**TASK**
Print each line exactly, beginning with the one where "What do you see at coordinates (332, 51)" appears and ending at the last line below.

[Stored data]

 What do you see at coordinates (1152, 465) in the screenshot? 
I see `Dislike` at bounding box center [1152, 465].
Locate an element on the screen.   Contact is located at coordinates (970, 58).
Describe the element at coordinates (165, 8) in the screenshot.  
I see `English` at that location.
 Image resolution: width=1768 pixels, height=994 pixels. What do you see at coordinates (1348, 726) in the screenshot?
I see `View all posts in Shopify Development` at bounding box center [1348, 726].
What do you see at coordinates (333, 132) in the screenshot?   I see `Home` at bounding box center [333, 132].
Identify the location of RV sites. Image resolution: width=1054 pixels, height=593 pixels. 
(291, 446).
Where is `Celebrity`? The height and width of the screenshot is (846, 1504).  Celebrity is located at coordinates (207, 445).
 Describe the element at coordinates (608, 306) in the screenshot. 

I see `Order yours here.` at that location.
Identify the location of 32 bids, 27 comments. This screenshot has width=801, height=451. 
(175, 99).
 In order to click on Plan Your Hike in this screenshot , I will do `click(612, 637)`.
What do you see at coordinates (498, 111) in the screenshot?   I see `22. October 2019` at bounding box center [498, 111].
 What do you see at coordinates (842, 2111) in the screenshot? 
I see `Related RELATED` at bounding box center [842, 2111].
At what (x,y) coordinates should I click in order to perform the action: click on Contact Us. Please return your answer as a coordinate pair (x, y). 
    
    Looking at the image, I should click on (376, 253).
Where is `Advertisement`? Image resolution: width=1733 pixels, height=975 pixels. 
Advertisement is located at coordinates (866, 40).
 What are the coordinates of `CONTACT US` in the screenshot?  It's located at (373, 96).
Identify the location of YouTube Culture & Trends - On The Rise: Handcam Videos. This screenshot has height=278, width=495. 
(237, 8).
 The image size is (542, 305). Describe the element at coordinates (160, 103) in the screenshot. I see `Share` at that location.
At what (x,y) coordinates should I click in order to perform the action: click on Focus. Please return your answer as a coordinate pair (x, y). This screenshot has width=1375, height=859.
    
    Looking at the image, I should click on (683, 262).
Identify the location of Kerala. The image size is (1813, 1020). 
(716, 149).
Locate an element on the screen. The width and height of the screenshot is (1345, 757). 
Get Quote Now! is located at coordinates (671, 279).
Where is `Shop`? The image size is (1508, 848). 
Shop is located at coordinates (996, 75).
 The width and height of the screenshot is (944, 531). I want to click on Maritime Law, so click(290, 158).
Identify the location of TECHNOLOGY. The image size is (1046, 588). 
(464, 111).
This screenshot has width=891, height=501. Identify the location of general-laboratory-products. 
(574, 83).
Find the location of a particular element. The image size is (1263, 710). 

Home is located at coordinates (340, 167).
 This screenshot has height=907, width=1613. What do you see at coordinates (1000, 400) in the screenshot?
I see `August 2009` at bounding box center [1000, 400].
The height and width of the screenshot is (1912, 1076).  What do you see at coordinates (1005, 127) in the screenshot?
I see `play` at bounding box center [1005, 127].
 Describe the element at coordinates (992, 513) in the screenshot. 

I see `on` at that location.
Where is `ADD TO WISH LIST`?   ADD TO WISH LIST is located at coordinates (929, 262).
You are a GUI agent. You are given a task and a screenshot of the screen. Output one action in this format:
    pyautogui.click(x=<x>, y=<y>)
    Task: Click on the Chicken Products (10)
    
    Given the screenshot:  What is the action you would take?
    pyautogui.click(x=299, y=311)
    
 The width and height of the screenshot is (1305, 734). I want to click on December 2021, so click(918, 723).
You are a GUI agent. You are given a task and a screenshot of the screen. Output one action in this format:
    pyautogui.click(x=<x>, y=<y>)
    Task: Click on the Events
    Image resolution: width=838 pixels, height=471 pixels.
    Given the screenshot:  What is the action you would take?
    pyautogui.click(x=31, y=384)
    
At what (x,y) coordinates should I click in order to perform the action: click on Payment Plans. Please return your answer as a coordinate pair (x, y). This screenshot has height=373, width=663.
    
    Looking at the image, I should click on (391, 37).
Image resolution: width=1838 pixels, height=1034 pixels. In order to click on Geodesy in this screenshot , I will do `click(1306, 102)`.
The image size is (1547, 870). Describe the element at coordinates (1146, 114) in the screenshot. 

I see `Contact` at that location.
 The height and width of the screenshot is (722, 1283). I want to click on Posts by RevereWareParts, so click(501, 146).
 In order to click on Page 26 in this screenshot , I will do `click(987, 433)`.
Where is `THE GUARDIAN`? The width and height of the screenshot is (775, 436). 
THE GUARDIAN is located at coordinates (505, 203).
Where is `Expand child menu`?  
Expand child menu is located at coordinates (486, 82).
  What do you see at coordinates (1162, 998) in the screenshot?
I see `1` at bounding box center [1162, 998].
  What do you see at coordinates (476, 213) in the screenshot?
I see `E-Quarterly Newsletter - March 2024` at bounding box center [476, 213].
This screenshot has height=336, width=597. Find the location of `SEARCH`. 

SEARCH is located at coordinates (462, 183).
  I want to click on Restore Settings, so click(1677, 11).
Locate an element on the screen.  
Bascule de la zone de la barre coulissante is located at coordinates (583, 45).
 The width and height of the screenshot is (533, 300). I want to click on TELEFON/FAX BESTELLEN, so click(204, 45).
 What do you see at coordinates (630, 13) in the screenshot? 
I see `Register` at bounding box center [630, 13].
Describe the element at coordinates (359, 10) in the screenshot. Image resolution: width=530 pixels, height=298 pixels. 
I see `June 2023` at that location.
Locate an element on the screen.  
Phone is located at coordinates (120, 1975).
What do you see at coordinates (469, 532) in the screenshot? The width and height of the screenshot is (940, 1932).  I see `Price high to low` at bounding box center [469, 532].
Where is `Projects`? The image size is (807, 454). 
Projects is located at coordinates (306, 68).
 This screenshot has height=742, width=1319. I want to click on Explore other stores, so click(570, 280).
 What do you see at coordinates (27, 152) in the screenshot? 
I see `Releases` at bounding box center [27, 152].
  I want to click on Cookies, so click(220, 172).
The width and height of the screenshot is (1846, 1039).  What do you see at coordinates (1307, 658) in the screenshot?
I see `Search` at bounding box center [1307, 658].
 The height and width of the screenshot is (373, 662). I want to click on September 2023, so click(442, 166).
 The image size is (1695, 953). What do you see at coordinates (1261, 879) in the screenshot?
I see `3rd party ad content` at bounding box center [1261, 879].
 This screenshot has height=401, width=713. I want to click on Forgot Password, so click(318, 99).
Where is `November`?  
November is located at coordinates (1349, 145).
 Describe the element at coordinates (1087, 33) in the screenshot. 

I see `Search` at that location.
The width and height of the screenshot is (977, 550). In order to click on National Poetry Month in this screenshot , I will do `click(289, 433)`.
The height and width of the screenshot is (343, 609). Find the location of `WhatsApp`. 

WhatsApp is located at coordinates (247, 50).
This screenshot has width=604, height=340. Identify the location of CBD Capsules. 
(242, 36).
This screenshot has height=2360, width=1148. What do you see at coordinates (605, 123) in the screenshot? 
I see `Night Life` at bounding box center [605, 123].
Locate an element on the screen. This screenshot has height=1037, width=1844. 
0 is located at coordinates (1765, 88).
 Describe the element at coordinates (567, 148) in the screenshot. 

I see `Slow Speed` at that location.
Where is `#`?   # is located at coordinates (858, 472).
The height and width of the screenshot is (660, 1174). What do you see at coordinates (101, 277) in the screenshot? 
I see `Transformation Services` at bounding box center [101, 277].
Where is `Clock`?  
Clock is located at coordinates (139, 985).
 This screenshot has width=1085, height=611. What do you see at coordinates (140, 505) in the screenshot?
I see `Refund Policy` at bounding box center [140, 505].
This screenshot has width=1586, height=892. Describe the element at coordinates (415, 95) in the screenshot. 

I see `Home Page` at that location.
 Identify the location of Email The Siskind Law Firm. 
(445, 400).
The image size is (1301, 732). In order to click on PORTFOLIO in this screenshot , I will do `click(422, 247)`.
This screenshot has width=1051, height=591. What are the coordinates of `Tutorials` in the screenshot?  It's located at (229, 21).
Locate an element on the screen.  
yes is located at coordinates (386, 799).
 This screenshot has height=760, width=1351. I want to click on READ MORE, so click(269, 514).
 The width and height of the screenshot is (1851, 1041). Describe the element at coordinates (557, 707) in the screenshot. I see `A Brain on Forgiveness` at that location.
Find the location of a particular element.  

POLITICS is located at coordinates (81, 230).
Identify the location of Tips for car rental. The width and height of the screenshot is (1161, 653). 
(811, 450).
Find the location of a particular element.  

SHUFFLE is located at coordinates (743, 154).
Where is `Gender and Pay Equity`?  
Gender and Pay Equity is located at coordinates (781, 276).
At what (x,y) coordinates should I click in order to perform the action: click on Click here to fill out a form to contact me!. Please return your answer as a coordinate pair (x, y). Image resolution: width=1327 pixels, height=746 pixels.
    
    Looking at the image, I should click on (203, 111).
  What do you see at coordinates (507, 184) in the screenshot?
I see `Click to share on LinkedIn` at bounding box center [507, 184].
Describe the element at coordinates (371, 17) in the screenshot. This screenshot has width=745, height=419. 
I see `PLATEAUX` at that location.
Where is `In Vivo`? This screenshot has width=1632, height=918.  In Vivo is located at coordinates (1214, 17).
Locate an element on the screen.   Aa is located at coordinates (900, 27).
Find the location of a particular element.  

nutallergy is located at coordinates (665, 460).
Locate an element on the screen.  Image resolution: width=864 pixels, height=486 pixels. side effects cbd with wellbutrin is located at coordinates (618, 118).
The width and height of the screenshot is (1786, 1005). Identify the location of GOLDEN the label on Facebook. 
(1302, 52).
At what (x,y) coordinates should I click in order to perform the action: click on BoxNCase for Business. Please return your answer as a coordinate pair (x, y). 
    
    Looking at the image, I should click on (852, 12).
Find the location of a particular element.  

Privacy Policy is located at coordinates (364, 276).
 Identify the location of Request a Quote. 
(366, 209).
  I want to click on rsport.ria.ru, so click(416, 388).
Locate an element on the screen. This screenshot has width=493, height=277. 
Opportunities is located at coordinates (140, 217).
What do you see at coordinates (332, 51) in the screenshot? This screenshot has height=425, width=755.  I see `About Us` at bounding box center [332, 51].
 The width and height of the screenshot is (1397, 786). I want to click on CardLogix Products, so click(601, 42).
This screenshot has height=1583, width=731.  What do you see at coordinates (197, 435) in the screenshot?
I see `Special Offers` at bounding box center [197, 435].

**EXERCISE RESULT**
What do you see at coordinates (332, 51) in the screenshot? This screenshot has height=425, width=755.  I see `About Us` at bounding box center [332, 51].
 The width and height of the screenshot is (1397, 786). I want to click on CardLogix Products, so click(601, 42).
This screenshot has height=1583, width=731.  What do you see at coordinates (197, 435) in the screenshot?
I see `Special Offers` at bounding box center [197, 435].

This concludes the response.